Investors all over the world have been discovering Chinese stocks this year, and why not? The leading Chinese tech companies, Alibaba, Tencent, Baidu, and JD.com have all been on incredible runs. The Chinese e-commerce industry is booming as much of the country's 1.3 billion citizens are now just entering the middle class and companies from outside China have had a hard time competing thanks to Chinese regluations.

BABA Year to Date Total Returns (Daily) Chart

BABA Year to Date Total Returns (Daily) data by YCharts

However, there is a whole other part of the Chinese tech industry that is still underdeveloped: enterprise software, which is software used by businesses. But that may be about to change.

No big players

While the aforementioned Chinese tech giants are the equivalent of the American FANG stocks, China does not have an equivalent to Oracle or Salesforce as of yet. In fact, according to Forrester, as reported by The Wall Street Journal, Chinese companies spent less than 10% of what U.S. companies spent on enterprise software in 2016, despite having four times the population. Pundits see a rising opportunity as could computing makes for a more attractive option than piracy.

Moreover, subscription-based enterprise software companies can make for wonderful businesses, so whichever Chinese start-up eventually breaks through could well become the Chinese version of, say, Microsoft. A recent article by The Wall Street Journal [subscription required] highlighted one name that could potentially make waves in the future: ZhuiYi Technology Co.

a blue effervescent brain atop a man's suit

Image source: Getty Images.

The company

ZhuiYi was founded just a year and a half ago by a group of former Tencent computer programmers and it's already making waves in the field of chatbots. Software-based chatbots use artificial intelligence and natural language processing to answer basic (or even not-so-basic) questions from customers, essentially allowing businesses to replace or reduce the number of customer service representatives needed. Chatbots could even move into a conversational advertising role in the future, based on whom they are speaking with, and what is being discussed.
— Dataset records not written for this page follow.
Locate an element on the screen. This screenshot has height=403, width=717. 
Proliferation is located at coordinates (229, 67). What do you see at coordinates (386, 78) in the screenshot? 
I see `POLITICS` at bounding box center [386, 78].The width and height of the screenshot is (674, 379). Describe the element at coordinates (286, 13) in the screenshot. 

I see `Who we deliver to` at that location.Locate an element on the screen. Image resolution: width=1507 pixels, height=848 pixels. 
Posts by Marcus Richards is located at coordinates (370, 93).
According to The Wall Street Journal, ZhuiYi's chatbot product, YiBot, won against IBM's Watson for China Merchants Bank Co. recently.  ZhuiYi also counts Ctrip.com International, China's largest online travel site, and Didi Chuxing, China's largest ride-hailing service, as clients. So, for investors looking to familiarize themselves with the next big wave of Chinese tech companies before they go public, ZhuiYi is one to watch. Zhuiyi received $21 million in series B funding in November, according to The Wall Street Journal. That would be the company's second round of raising money from venture capitalists.

Chatbots are hot

Of course, ZhuiYi is very young, and the aforementioned tech giants could start offering their own competing chatbots. These companies are already developing their cloud infrastructure services, with Alibaba's cloud revenues doubling year over year, so developing enterprise software, as both Amazon, and Microsoft do, could be a logical next step for these Chinese infrastructure giants.
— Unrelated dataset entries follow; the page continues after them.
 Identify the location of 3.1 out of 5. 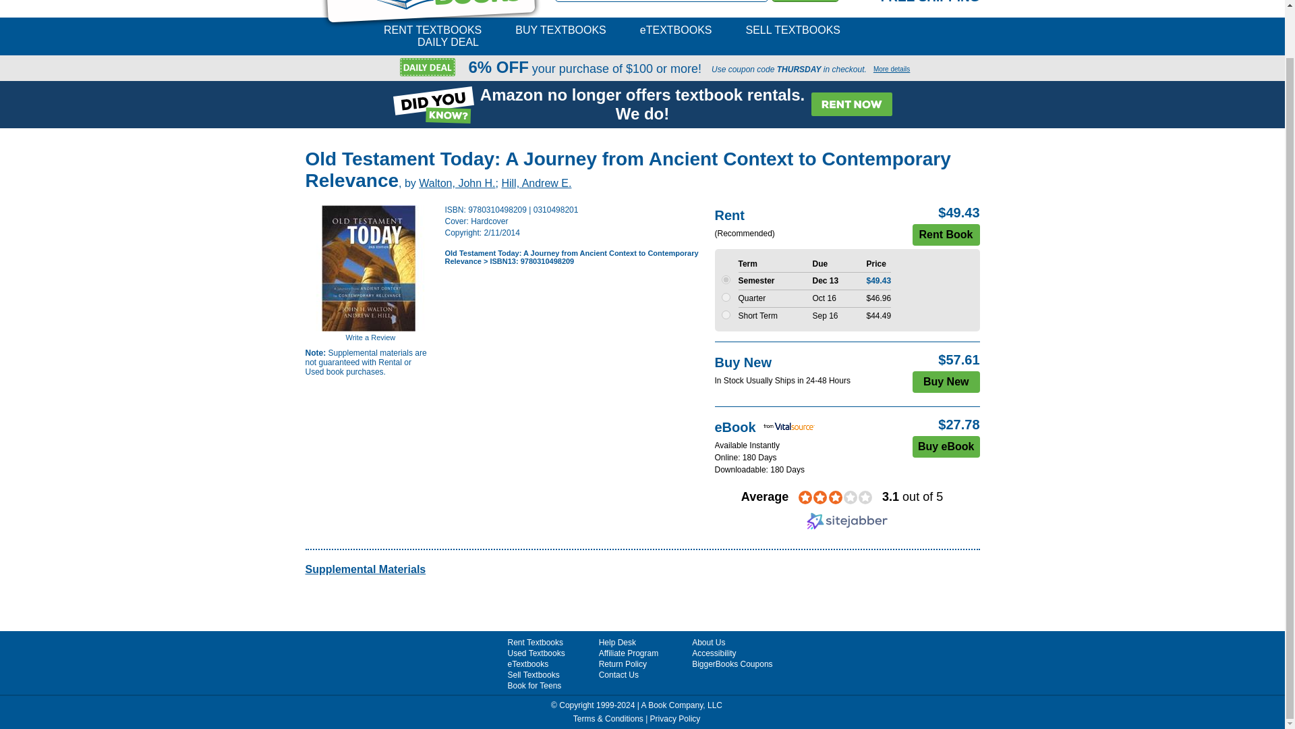
(912, 497).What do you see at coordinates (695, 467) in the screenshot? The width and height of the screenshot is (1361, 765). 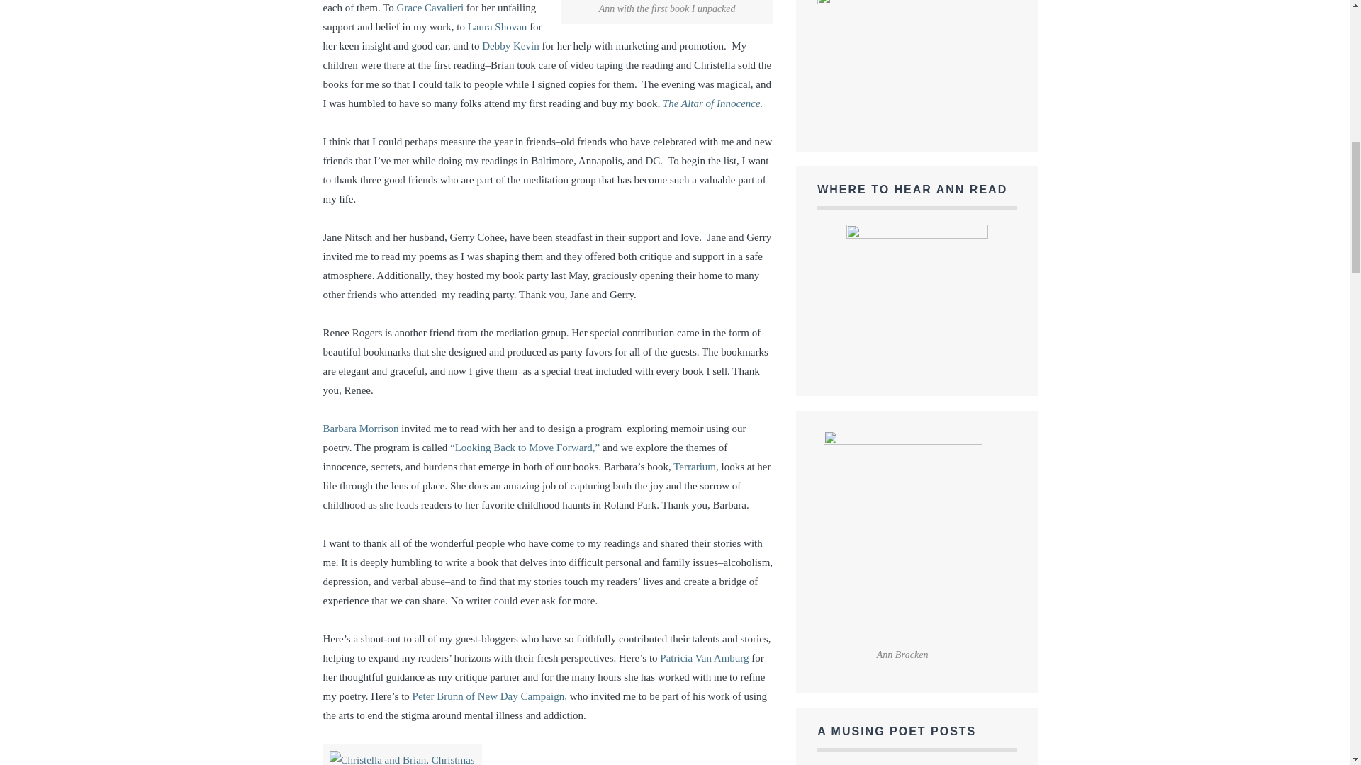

However, after Microsoft's chatbot Tay went on a racist rampage in 2016, CEO Satya Nadella admitted, "The complexity is too much. We need to tame it [bots]." Microsoft's Chinese chatbot, XiaoBing, also went off the rails this summer, and was reportedly pulled by Tencent after it said, "My China dream is to go to America." So, it appears that chatbots are tricky, even for the largest enterprise software companies, to get right. If ZhuiYi has figured out a way to build a high-performing bot for the Chinese market, the opportunity could be large indeed. Keep your eyes peeled on this space.